Still, we held a celebration at the community hall to mark our native son’s return. Harris claimed he’d written to his brother many times over the years, but Everett could still neither read nor write, so no replies were received. At the dinner, Harris toasted our generosity, and loudly proclaimed to have forgiven his brother for his trickery. He then expressed his intention to found a logging company with him as a full partner, upon Everett’s return. The coming post-war boom was predicted to spike the price of commodities like metal, chemicals, coal, as well as timber, and it was common knowledge that lumber concerns worth any salt were poised to make a
killing.
While they awaited the ceasefire, Harris and Baumgartner stayed three months in the crooked log cabin, travelling extensively throughout the region, cruising for timber, making maps, hatching plans, and tagging half of the Craig woodlot for logging. Then, just prior to demobilization, we learned from a local boy who was serving overseas as a medical orderly that a Private Greenwood had been admitted to the No. 5 Canadian General Hospital at Liverpool.
“Was he hurt?” Harris asked when we informed him, his hands clawing at the armchair he was sitting in.

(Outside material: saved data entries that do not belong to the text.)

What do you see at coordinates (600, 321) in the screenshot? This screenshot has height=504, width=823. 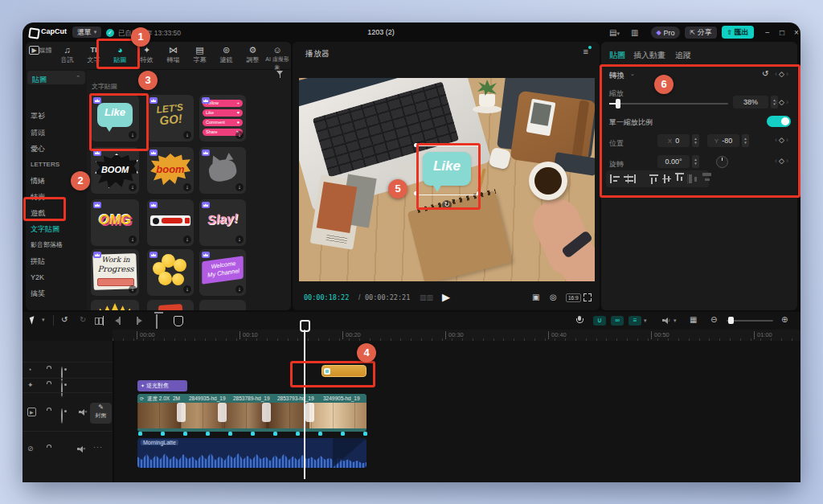 I see `snap-toggle-icon: ∪` at bounding box center [600, 321]. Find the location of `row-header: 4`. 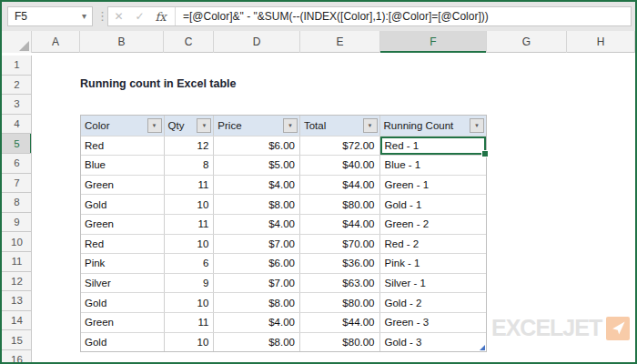

row-header: 4 is located at coordinates (16, 125).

We told him there was no mention of physical injury, and that he was awaiting transfer back to Canada. Harris then asked us to see to it that a letter he’d written for Everett be delivered immediately to the hospital, and that the orderly from our township read it to him personally and confirm that Private Greenwood had understood it. We did as instructed, though prior to sending the letter we steamed open the envelope—not out of nosiness, but rather to ensure it didn’t contain some kind of murderous challenge or lingering grudge—and found an earnest proposition for the terms of their partnership, along with a stilted apology for Harris’s stubbornness about cutting the entire woodlot, and a modified proposal to cut just half as Everett had suggested. It ended with a request for Everett to return home immediately following his discharge.